Over the past six months, the Keystone XL Pipeline’s prospects have oscillated between probable and unlikely. The current rumors surrounding this project suggest that Obama is going to bow to the insatiable wing of his Party, the Greens, and delay the Keystone pipeline until after the 2012 election.

This is a huge mistake.

TransCanada has said they will scrap the desperately needed construction project if it is delayed another year—the pipeline has already been pending for three years. With unemployment lingering around nine percent, the country can ill afford to scuttle this economic stimulus.

Drawing an arbitrary line in the sand, environmentalists threatened to Al Gore (support a third party candidate or sit out the election) Obama if he doesn’t kill this project. Bucking the facts and the American public, preliminary reports suggest that Obama has caved to pressure from the far Left.    

The three false claims environmentalists are making about the Keystone Pipeline are easily refuted.

Claim 1: Building the pipeline will increase global emissions and harm the environment. The State Department has said that constructing the Keystone pipeline will result in “no significant impacts to most resources along the proposed Project corridor.” Furthermore, it is now possible that TransCanada will simply build a different pipeline to the Canadian coast and ship the crude Alberta oil to be refined in China. Whether or not Obama allows this pipeline to be built, the Canadian oil will be extracted, transported, and used.

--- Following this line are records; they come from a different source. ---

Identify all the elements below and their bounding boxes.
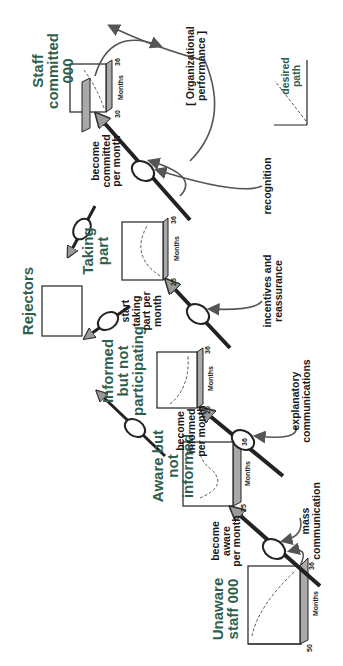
axis-ymax-committed: 30 (114, 110, 121, 118)
stock-label-rejectors: Rejectors (20, 256, 35, 346)
axis-ymax-informed: 25 (204, 406, 211, 414)
axis-xmax-committed: 36 (114, 58, 121, 66)
flow-label-become-committed: become committed per month (90, 126, 122, 196)
flow-label-become-informed: become informed per month (175, 401, 207, 461)
flow-label-start-taking-part: start taking part per month (120, 281, 162, 341)
stock-label-unaware: Unaware staff 000 (210, 564, 240, 654)
influence-label-mass-communication: mass communication (300, 476, 321, 566)
stock-box-informed (157, 348, 203, 408)
axis-xmax-informed: 36 (204, 346, 211, 354)
axis-ymax-aware: 25 (240, 504, 247, 512)
stock-box-taking-part (122, 218, 168, 280)
stock-label-committed: Staff committed 000 (30, 26, 75, 116)
flow-label-become-aware: become aware per month (210, 511, 242, 571)
axis-ymax-unaware: 50 (306, 644, 313, 652)
axis-xlabel-aware: Months (244, 461, 251, 486)
axis-ymax-taking-part: 25 (170, 278, 177, 286)
influence-label-org-performance: [ Organizational performance ] (185, 11, 206, 121)
stock-label-taking-part: Taking part (80, 216, 110, 286)
axis-xmax-unaware: 36 (308, 562, 315, 570)
stock-box-rejectors (42, 78, 90, 336)
axis-xmax-aware: 36 (241, 438, 248, 446)
axis-xlabel-committed: Months (117, 75, 124, 100)
axis-xlabel-unaware: Months (312, 591, 319, 616)
axis-xlabel-taking-part: Months (173, 236, 180, 261)
legend-label: desired path (280, 46, 301, 106)
stock-box-committed (70, 60, 112, 112)
influence-label-explanatory: explanatory communications (290, 351, 311, 451)
stock-flow-diagram: Unaware staff 000 Aware but not informed… (0, 0, 343, 666)
influence-label-recognition: recognition (262, 136, 273, 236)
axis-xlabel-informed: Months (207, 366, 214, 391)
influence-label-incentives: incentives and reassurance (262, 241, 283, 341)
axis-xmax-taking-part: 36 (170, 216, 177, 224)
stock-box-unaware (248, 558, 308, 644)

Claim 2: The pipeline endangers the public. America is literally covered in pipelines. The easiest way to transport the enormous amount of oil needed to power our economy is through an infrastructure of pipelines. Trucks and boats, while utilized, cannot carry nearly as much oil or gasoline and are also susceptible to accidents. Until America has moved to a fully electric fleet (don’t hold your breath), pipelines are here to stay.

Claim 3: Keystone codifies the U.S. “addiction to oil.” Killing the Keystone Pipeline will do nothing to supplant the amount of oil Americans consume. EIA has predicted that U.S. daily consumption will increase to 21.9 million barrels of liquid fuels (nearly all of which are oil based) by 2035, a rise from about 19 million barrels per day in 2009. With the Keystone Pipeline now gone, the U.S. will have to import more foreign oil.  

Here are all the economic gains Obama is needlessly jeopardizing.

Once again, this President has put his re-election ahead of the country.